Now the sun is setting over the Paris I love. Perhaps the next time I go there, the onion domes of the Sacre Coeur will have a crescent moon atop them. Paris has had revolutions before, and the governments - religious and secular - have capitulated to those who revolt. That what France does - they give in. They're doing it
again:
France is using fast-track trials to punish rioters, worrying some human rights campaigners.
The resort to curfews drew immediate criticism from Chirac's political opponents. Former Socialist Prime Minister Laurent Fabius said the emergency measures must be "controlled very, very closely.''
Communist Party leader Marie-George Buffet said the decree could enflame rioters. "It could be taken anew as a sort of challenge to carry out more violence,'' she said.

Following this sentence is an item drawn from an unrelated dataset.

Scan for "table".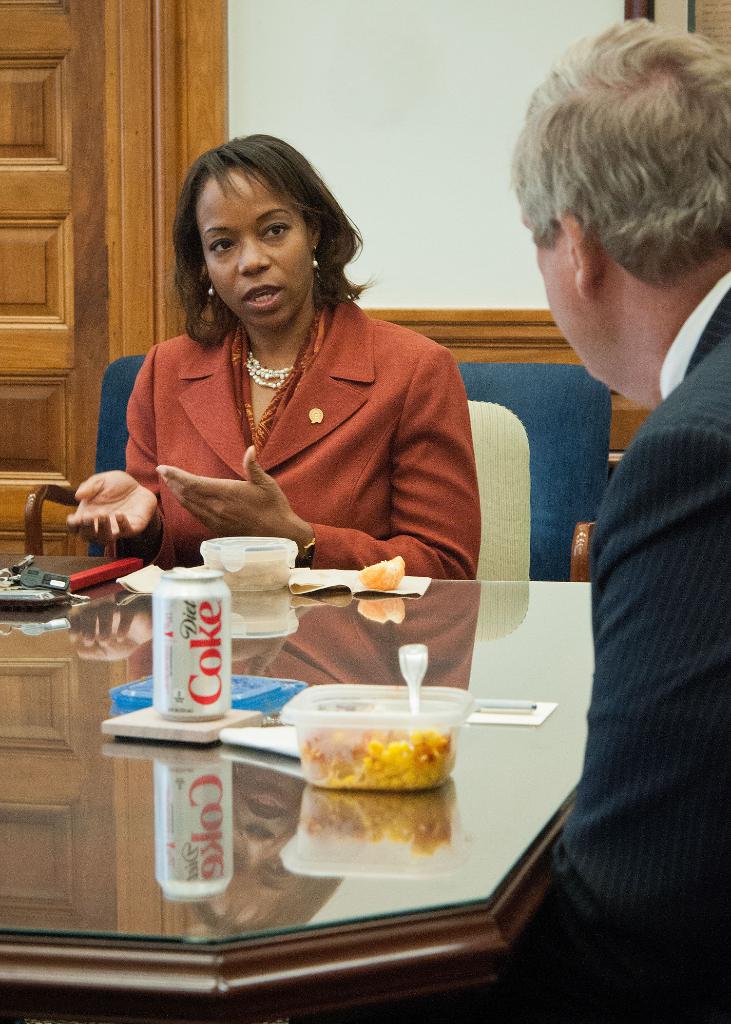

They still have not called in the military, despite the state of emergency. The Jihadis are waging a holy war against France, because it is an easy target, and because there are enough of them to make it very violent and very successful.
I don't know what will become of Paris's treasures once this ugliness calms. I do not know if the churches and museums will remain.
What I do know is that when the Germans invaded France in WWII, Hitler was adamant about leaving Paris intact. He was a student of art, and was unwilling to see Europe's jewel destroyed. I doubt the Jihadis have the same view of art and culture. And I, for one, am saddened by the thought that one of the most evil men ever to walk the face of this earth had more class than our current enemies.
Update: The American Princess has a
great post:
Alienation breeds contempt. Contempt is fueled by disenfranchisment. That disenfranchisment is nurtured by Jihadists. What is happening in the streets of Paris is not riots. Riots are not well-organized. Riots are short. Riots do not harm people intentionally, only by accident when connected to the destruction of property. Riots end.
What is happening on the streets of Paris is war. Holy War. The French econimic system gave it an excuse, and the French are about to pay dearly.
We are so caught up in the little metaphors that color our fight with Islamic fundamentalism. We coin it "war on terror," obtuse and general, we claim it is only an assault on "terrorists" or on "those who harbor them." We, as Americans want the battles to be few, quick, and far between. We think of the "war on terror" as so amorphous that we cannot readily define what we are fighting against. Our enemy is totalitarianism, Saddam, WMDs, the PLO, drugs, the Taliban, Chechyns, the nuclear arms dealers, the UN, my living room couch, who knows? We are so blase about the "war" that we deign to compare people on our own soil to the idiotic Mullahs of the East, casually calling James Dobson a member of the American Taliban. We have no idea how serious this problem is, do we?